The Islamic world's self-evaluation during Qurban Bayram


For the past several years, whenever one has written about the piteous condition of the Islamic world in terms of politics and international relations, it has been inescapable to speak of an ever-repeating story about occupation, exploitation, immigration, deprivation, poverty and cruelty. In the initial period of colonization in the Islamic world, colonialist states versus those that were colonized and the occupier versus occupied, were loud and clear. Eventually, the working mechanism of Western colonialism, which was pioneered by the United Kingdom, succeeded in colonizing the whole Islamic world from Kolkata, India to Istanbul.

After World War I, no single piece of land was left unoccupied in the Muslim world except for Iran, Turkey and Afghanistan. In the 1950s, the occupied states in the Middle East and North Africa declared independence one by one. Thanks to the fragile balance of power during the Cold War, the independence of these newly established states was respected to a certain degree. From the 1970s onward, the political ideal of Islamism began to develop in the Muslim world until the 2000s when the idea that radiates hope for Islamic countries turned into reality in countries like Turkey and Malaysia.

In those days, Arabic youth that looked toward Turkey plainly saw the realization of that hope through the perspective that after religious people in a Muslim country came to power through democratic elections, serious developments occurred in terms of fundamental rights and liberties, including freedom of thought and faith, which were immediately followed by a considerable success in economic growth. So Turkey emerged as a true role model for Middle Eastern and North African countries while following its Western orientation through its candidacy for the European Union. Moreover, stories of economic success in countries such as Turkey, Malaysia, Indonesia, Iran, Saudi Arabia and Nigeria and the eruption of democratic revolutions in the region through the abrupt Arab Spring were promising developments for all pro-democratic forces in the world. The democratic culture that remained incomplete in the West due to the colonialist culture and cooperation with

dictatorships in the region had almost begun to turn into a reality in countries like Egypt and Turkey. Western powers that have been exploiting the world for three centuries intervened in that course of events through openly provoking civil wars and internal dissension.

The overthrow of the democratically elected government in Egypt in a military intervention; the disintegration of governments in Libya established after the fall of Moammar Gadhafi; the involvement of many countries like Turkey, Iran, the United States and Russia and of various terrorist organizations in the Syrian civil war; the withdrawal of the democratically elected government in Tunisia where the Arab Spring started, and finally the emergence of an extremely malignant terrorist organization, the residual of various activities of Western intelligence organizations, all contributed to the completion of chaos in the Muslim world. Thus, it is more than necessary to remind the governments of Iran, Turkey, Saudi Arabia and Iraq that they should immediately adopt a constructive, assuring, prudential and leading attitude for the Muslim world as they did in the initial stage of the Arab Spring.

We have seen many religious feasts without news of occupation and cruelty since our childhood. To see days of freedom and peace in the Muslim world, it is inescapable for each and every Muslim and Muslim state to get rid of their individual bigotries and adopt a holistic perspective encompassing the future of all Muslims. Therefore, we need to take the ongoing feast as a time of self-evaluation and self-critique both at the individual and state levels.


■ **TASK BRIEF**
The entries that follow should be duplicated in full, without a single alteration.
.....
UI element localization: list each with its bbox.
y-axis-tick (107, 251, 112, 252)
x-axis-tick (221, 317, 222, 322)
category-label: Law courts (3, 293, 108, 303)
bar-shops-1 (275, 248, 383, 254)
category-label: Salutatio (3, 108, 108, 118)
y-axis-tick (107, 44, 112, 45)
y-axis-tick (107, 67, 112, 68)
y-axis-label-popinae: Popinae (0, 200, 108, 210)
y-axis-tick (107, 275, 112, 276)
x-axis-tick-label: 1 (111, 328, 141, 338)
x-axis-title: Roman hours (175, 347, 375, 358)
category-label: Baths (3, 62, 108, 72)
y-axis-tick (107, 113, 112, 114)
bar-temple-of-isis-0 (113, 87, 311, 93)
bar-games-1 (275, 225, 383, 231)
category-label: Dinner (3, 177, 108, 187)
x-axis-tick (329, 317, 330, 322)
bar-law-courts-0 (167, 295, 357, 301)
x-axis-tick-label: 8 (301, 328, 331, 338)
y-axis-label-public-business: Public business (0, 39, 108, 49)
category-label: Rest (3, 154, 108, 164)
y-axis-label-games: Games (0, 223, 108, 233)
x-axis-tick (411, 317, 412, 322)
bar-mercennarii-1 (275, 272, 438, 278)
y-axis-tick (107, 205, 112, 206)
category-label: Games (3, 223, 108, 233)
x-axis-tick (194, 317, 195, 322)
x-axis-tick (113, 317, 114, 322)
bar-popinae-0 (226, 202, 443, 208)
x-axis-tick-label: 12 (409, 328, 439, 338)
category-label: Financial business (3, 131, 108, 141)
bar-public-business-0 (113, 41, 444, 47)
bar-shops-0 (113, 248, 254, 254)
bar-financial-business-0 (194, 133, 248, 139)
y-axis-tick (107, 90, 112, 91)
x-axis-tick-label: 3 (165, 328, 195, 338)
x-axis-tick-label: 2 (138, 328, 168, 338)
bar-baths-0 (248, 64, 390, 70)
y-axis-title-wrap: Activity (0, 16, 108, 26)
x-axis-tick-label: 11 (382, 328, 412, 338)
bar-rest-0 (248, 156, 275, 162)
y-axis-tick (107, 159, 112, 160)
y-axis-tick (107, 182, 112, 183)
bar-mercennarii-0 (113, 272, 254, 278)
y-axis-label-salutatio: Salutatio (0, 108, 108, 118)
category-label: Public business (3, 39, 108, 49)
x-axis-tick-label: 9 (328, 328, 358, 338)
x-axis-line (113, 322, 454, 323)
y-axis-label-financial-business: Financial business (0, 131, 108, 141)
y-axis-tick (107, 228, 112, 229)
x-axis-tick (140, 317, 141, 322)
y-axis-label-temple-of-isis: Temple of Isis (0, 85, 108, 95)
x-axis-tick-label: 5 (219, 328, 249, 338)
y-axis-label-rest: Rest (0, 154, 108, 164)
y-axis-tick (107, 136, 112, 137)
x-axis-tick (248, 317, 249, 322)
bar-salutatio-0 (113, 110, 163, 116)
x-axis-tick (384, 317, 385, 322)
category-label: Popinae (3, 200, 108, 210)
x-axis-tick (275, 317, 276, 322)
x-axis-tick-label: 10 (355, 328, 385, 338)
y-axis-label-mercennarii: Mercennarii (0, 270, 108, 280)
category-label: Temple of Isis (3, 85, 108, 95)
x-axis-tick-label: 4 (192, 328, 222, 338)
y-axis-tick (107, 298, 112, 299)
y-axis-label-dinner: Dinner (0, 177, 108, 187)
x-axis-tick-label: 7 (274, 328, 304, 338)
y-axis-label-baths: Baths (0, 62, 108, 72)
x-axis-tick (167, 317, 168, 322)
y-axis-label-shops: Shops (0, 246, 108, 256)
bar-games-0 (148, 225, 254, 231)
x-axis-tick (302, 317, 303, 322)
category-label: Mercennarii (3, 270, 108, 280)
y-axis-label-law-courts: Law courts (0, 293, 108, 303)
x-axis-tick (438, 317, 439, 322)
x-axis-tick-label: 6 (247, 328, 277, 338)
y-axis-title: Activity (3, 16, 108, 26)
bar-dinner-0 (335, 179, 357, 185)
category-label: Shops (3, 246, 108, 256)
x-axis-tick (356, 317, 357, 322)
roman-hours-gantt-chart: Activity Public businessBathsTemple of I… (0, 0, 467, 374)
.....
■ **EXERCISE RESULT**
UI element localization: list each with its bbox.
y-axis-tick (107, 251, 112, 252)
x-axis-tick (221, 317, 222, 322)
category-label: Law courts (3, 293, 108, 303)
bar-shops-1 (275, 248, 383, 254)
category-label: Salutatio (3, 108, 108, 118)
y-axis-tick (107, 44, 112, 45)
y-axis-tick (107, 67, 112, 68)
y-axis-label-popinae: Popinae (0, 200, 108, 210)
y-axis-tick (107, 275, 112, 276)
x-axis-tick-label: 1 (111, 328, 141, 338)
x-axis-title: Roman hours (175, 347, 375, 358)
category-label: Baths (3, 62, 108, 72)
y-axis-tick (107, 113, 112, 114)
bar-temple-of-isis-0 (113, 87, 311, 93)
bar-games-1 (275, 225, 383, 231)
category-label: Dinner (3, 177, 108, 187)
x-axis-tick (329, 317, 330, 322)
bar-law-courts-0 (167, 295, 357, 301)
x-axis-tick-label: 8 (301, 328, 331, 338)
y-axis-label-public-business: Public business (0, 39, 108, 49)
category-label: Rest (3, 154, 108, 164)
y-axis-label-games: Games (0, 223, 108, 233)
x-axis-tick (411, 317, 412, 322)
bar-mercennarii-1 (275, 272, 438, 278)
y-axis-tick (107, 205, 112, 206)
category-label: Games (3, 223, 108, 233)
x-axis-tick (194, 317, 195, 322)
x-axis-tick (113, 317, 114, 322)
bar-popinae-0 (226, 202, 443, 208)
x-axis-tick-label: 12 (409, 328, 439, 338)
category-label: Financial business (3, 131, 108, 141)
bar-public-business-0 (113, 41, 444, 47)
bar-shops-0 (113, 248, 254, 254)
bar-financial-business-0 (194, 133, 248, 139)
y-axis-tick (107, 90, 112, 91)
x-axis-tick-label: 3 (165, 328, 195, 338)
x-axis-tick-label: 2 (138, 328, 168, 338)
bar-baths-0 (248, 64, 390, 70)
y-axis-title-wrap: Activity (0, 16, 108, 26)
x-axis-tick-label: 11 (382, 328, 412, 338)
bar-rest-0 (248, 156, 275, 162)
y-axis-tick (107, 159, 112, 160)
y-axis-tick (107, 182, 112, 183)
bar-mercennarii-0 (113, 272, 254, 278)
y-axis-label-salutatio: Salutatio (0, 108, 108, 118)
category-label: Public business (3, 39, 108, 49)
x-axis-tick-label: 9 (328, 328, 358, 338)
x-axis-line (113, 322, 454, 323)
y-axis-label-financial-business: Financial business (0, 131, 108, 141)
y-axis-tick (107, 228, 112, 229)
x-axis-tick (140, 317, 141, 322)
y-axis-label-temple-of-isis: Temple of Isis (0, 85, 108, 95)
x-axis-tick-label: 5 (219, 328, 249, 338)
y-axis-label-rest: Rest (0, 154, 108, 164)
y-axis-tick (107, 136, 112, 137)
x-axis-tick (248, 317, 249, 322)
bar-salutatio-0 (113, 110, 163, 116)
x-axis-tick (384, 317, 385, 322)
category-label: Popinae (3, 200, 108, 210)
x-axis-tick (275, 317, 276, 322)
x-axis-tick-label: 10 (355, 328, 385, 338)
y-axis-label-mercennarii: Mercennarii (0, 270, 108, 280)
category-label: Temple of Isis (3, 85, 108, 95)
x-axis-tick-label: 4 (192, 328, 222, 338)
y-axis-tick (107, 298, 112, 299)
y-axis-label-dinner: Dinner (0, 177, 108, 187)
x-axis-tick-label: 7 (274, 328, 304, 338)
y-axis-label-baths: Baths (0, 62, 108, 72)
x-axis-tick (167, 317, 168, 322)
y-axis-label-shops: Shops (0, 246, 108, 256)
bar-games-0 (148, 225, 254, 231)
x-axis-tick (302, 317, 303, 322)
category-label: Mercennarii (3, 270, 108, 280)
y-axis-label-law-courts: Law courts (0, 293, 108, 303)
x-axis-tick (438, 317, 439, 322)
x-axis-tick-label: 6 (247, 328, 277, 338)
y-axis-title: Activity (3, 16, 108, 26)
bar-dinner-0 (335, 179, 357, 185)
category-label: Shops (3, 246, 108, 256)
x-axis-tick (356, 317, 357, 322)
roman-hours-gantt-chart: Activity Public businessBathsTemple of I… (0, 0, 467, 374)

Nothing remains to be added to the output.